The Land Use – Transport System
Urban areas are characterized by social, cultural, and economic activities taking place at separate locations forming an activity system. Some are routine activities, because they occur regularly and are thus predictable, such as commuting and shopping. There are also activities that tend to be irregular and shaped by lifestyle (e.g. sports and leisure) or by specific needs (e.g. healthcare). Such activities are usually related to the mobility of passengers. In addition, there are production activities that are related to manufacturing and distribution, whose linkages may be local, regional, or global. Such activities are usually associated with the mobility of freight. Since activities have a different location, their separation is a generator of movements of passengers and freight, which are supported by transportation. Therefore, transportation and land use are interrelated because of the locational and interactional nature of urban activities.
Most economic, social, or cultural activities imply a multitude of functions, such as production, consumption, and distribution. The urban land use is a highly heterogeneous space, and this heterogeneity is in part shaped by the transport system. There is a hierarchy in the distribution of urban activities where central areas have emerged because of economic (management and retail), political (seats of government), institutional (universities), or cultural factors (religious institutions). Central areas have a high level of spatial accumulation, and the corresponding land uses, such as retail. In contrast, peripheral areas have lower levels of accumulation corresponding to residential and warehousing areas.
The preferences of individuals, institutions, and firms have an imprint on land use in terms of their locational choice. The representation of this imprint requires a typology of land use, which can be formal or functional:
Formal land use representations are concerned with qualitative attributes of space such as its form, pattern, and aspect and are descriptive in nature.
Functional land use representations are concerned with the economic nature of activities such as production, consumption, residence, and transport, and are mainly a socioeconomic description of space.
At the global level, cities consume about 3% of the total landmass. Although the land use composition can vary considerably depending on the function of a city, residential land use is the most common, occupying between 65 and 75% of the footprint of a city. Commercial and industrial land uses occupy 5-15% and 15-25% of the footprint, respectively. There are also variations in the built-up areas that are commonly a function of density, level of automobile use, and planning practices. In automobile-dependent cities, 35 to 50% to land-use footprint is accounted for by roads and parking lots. Within a parking lot, about 40% of the surface is devoted to parking vehicles, while the remaining 60% is for circulation and access to individual parking spaces. These variations are the outcome of a combination of factors that reflect the unique geography, history, economy, and planning of each city.
Land use, both informal and functional representations, implies a set of relationships with other land uses. For instance, commercial land use involves relationships with its suppliers and customers. While relationships with suppliers will dominantly be related to the mobility of freight, relationships with customers would also include the mobility of people. Thus, a level of accessibility to both systems of circulation must be present for a functional transportation/land use system. Since each type of land use has its own specific mobility requirements, transportation is a factor of activity location.
Within an urban system, each activity occupies a suitable, but not necessarily optimal location, from which it derives rent. Transportation and land use interactions mostly consider the retroactive relationships between activities, which are land use related, and accessibility, which is transportation-related. These relationships have often been described as a classic “chicken-and-egg” problem since it is difficult to identify the cause of change; do transportation changes precede land-use changes or vice-versa? There is a scale effect at play in this relationship as large infrastructure projects tend to precede and trigger land-use changes. In contrast, small scale transportation projects tend to complement the existing land use pattern. Further, the expansion of urban land use takes place over various circumstances such as infilling (near the city center) or sprawl (far from the city center) and where transportation plays a different role in each case. For infilling, the value of land becomes high enough to justify developments despite potential congestion, while for sprawl, accessibility has improved enough to justify developments.
Urban transportation aims at supporting transport demands generated by the diversity of urban activities in a diversity of urban contexts. A key for understanding urban entities thus lies in the analysis of patterns and processes of the transport – land use system since the same processes may result in a different outcome. This system is highly complex and involves several relationships between the transport system, spatial interactions, and land use:
· Transport system. The transport infrastructures and modes that support the mobility of passengers and freight. It generally expresses the level of accessibility.
· Spatial interactions. The nature, extent, origins, and destinations of the urban mobility of passengers and freight. They take into consideration the attributes of the transport system as well as the land use factors that are generating and attracting movements.
· Land use. The level of spatial accumulation of activities and their associated levels of mobility requirements. Land use is commonly linked with demographic and economic attributes.
A conundrum concerns the difficulties of linking a specific transportation mode with specific land use patterns. While public transit systems tend to be associated with higher densities of residential and commercial activities and highways with lower densities, the multiplicity of modes available in urban areas, including freight distribution, conveys an unclear and complex relationship. Further, land use is commonly subject to zoning restrictions in terms of the type of activities that can be built as well as their density. Therefore, land use dynamics are influenced by planning restrictions and the urban governance structure.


* **Aim of the exercise**
Within the records below, filter for lines carrying the word "interactable" and copy them.

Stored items
————

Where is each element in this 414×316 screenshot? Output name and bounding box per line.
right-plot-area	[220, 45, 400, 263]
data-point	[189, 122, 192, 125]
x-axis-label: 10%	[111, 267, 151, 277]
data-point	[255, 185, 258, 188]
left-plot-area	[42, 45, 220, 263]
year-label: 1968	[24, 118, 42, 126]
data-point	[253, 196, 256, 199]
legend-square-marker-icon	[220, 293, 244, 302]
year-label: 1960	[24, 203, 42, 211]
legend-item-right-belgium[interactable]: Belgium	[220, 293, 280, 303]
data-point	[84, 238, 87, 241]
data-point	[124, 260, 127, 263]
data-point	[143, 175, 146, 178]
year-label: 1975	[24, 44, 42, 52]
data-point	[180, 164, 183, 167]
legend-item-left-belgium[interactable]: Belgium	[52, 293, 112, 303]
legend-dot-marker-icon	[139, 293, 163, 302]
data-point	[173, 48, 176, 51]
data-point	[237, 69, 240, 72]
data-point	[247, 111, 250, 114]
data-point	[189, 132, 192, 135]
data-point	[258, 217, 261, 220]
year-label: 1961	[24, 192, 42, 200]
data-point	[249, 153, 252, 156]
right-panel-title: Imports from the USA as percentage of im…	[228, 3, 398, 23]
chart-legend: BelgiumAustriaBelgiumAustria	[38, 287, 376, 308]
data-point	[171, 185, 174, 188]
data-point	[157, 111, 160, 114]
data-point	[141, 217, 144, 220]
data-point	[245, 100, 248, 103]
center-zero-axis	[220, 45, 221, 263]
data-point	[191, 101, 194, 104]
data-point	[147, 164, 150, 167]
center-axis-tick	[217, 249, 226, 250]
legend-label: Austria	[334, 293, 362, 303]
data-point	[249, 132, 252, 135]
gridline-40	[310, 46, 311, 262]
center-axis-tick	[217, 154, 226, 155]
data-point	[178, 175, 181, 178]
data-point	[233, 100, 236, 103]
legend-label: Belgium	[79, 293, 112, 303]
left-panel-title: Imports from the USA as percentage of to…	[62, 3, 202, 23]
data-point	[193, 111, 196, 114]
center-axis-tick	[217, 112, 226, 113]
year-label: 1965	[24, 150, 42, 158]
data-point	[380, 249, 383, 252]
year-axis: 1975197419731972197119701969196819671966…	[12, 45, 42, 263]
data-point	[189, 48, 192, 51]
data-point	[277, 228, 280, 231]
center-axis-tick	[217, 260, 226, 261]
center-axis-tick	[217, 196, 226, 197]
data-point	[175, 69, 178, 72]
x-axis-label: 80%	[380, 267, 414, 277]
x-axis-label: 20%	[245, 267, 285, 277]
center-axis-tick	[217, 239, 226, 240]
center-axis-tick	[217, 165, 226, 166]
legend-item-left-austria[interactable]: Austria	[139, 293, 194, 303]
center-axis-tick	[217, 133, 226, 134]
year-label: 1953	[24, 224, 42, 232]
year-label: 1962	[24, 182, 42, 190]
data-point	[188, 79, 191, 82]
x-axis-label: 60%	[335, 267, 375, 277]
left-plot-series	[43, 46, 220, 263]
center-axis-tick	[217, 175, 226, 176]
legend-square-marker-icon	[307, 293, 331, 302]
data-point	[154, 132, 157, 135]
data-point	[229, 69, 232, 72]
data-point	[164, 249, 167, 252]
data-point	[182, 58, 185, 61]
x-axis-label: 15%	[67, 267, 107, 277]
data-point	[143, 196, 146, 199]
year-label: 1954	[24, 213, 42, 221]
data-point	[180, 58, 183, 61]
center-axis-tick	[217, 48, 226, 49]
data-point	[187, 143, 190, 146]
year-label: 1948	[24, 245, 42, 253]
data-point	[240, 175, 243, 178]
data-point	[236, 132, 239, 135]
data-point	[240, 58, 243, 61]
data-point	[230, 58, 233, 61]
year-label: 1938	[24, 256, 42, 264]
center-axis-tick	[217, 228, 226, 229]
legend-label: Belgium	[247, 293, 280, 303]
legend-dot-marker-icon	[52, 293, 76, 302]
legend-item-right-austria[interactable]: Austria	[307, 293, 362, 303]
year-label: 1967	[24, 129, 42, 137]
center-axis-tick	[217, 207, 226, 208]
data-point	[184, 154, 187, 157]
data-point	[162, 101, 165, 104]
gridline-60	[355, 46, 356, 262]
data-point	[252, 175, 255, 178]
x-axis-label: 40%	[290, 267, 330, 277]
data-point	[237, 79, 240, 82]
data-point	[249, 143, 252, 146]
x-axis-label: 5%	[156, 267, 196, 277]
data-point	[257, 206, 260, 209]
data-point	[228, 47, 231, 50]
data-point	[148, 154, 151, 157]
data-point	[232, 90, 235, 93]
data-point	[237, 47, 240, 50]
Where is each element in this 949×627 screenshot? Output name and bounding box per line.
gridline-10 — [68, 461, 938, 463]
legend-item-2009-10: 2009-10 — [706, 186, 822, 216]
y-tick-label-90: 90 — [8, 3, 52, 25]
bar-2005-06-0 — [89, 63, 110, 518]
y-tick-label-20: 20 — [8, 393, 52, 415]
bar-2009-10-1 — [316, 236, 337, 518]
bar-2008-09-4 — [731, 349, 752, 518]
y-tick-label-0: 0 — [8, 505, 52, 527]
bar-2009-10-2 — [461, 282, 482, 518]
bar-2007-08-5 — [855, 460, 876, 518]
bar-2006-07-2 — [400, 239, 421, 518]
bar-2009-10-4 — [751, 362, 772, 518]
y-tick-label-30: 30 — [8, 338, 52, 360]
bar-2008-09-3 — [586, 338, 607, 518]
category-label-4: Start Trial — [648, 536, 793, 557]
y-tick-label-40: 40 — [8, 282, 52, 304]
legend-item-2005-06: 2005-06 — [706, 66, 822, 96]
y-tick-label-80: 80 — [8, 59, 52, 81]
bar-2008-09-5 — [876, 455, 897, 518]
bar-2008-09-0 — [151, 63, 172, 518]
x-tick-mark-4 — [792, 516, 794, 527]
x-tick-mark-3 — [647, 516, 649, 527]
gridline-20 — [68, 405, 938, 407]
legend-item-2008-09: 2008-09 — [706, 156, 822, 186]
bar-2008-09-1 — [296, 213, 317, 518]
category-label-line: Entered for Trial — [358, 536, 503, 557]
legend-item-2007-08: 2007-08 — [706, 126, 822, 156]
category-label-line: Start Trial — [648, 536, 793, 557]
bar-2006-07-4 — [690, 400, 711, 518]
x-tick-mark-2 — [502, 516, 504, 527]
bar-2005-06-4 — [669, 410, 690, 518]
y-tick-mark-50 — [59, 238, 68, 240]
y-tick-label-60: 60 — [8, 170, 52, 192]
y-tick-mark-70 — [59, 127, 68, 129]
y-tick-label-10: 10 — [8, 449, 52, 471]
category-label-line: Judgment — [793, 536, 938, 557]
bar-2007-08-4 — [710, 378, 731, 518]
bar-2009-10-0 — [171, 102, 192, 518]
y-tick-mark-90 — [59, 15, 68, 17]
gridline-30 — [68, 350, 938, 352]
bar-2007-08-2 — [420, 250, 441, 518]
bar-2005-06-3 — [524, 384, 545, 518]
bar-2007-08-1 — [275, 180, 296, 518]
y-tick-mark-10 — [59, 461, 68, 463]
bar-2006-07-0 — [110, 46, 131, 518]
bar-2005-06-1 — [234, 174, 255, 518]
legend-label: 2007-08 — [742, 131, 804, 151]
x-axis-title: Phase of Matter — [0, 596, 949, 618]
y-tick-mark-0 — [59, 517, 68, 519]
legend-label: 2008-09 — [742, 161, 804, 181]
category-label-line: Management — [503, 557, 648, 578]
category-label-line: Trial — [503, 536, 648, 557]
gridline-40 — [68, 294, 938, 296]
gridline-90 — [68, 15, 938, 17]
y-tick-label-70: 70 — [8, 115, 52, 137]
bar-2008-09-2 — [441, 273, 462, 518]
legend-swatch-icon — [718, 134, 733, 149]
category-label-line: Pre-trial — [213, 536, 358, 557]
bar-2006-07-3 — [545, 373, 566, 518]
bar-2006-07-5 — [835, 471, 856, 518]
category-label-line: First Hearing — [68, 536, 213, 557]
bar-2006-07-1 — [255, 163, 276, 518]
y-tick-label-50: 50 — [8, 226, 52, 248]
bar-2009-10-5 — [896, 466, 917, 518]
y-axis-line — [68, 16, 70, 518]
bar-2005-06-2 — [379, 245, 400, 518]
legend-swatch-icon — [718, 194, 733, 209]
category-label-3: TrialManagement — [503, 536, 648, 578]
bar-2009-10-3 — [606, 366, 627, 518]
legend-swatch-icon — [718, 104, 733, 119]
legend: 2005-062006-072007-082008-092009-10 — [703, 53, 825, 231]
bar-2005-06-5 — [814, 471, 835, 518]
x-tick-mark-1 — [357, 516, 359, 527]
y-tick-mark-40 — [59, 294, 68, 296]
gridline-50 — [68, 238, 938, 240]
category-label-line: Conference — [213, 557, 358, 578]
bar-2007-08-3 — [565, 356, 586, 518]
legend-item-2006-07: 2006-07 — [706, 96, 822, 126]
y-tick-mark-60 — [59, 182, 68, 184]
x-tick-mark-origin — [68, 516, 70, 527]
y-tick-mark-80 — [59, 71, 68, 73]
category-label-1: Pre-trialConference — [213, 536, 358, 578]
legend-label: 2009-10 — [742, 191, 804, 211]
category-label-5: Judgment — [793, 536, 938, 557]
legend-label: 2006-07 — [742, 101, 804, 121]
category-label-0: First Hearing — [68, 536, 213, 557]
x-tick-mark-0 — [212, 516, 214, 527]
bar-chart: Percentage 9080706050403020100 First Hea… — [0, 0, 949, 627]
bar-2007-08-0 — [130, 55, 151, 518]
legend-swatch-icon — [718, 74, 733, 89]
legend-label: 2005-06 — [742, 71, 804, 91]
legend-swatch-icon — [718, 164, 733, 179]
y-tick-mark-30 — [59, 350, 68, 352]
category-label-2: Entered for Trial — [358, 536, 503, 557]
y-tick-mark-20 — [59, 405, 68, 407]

————

* **Result for this task**
legend-item-right-belgium[interactable]: Belgium	[220, 293, 280, 303]
legend-item-left-belgium[interactable]: Belgium	[52, 293, 112, 303]
legend-item-left-austria[interactable]: Austria	[139, 293, 194, 303]
legend-item-right-austria[interactable]: Austria	[307, 293, 362, 303]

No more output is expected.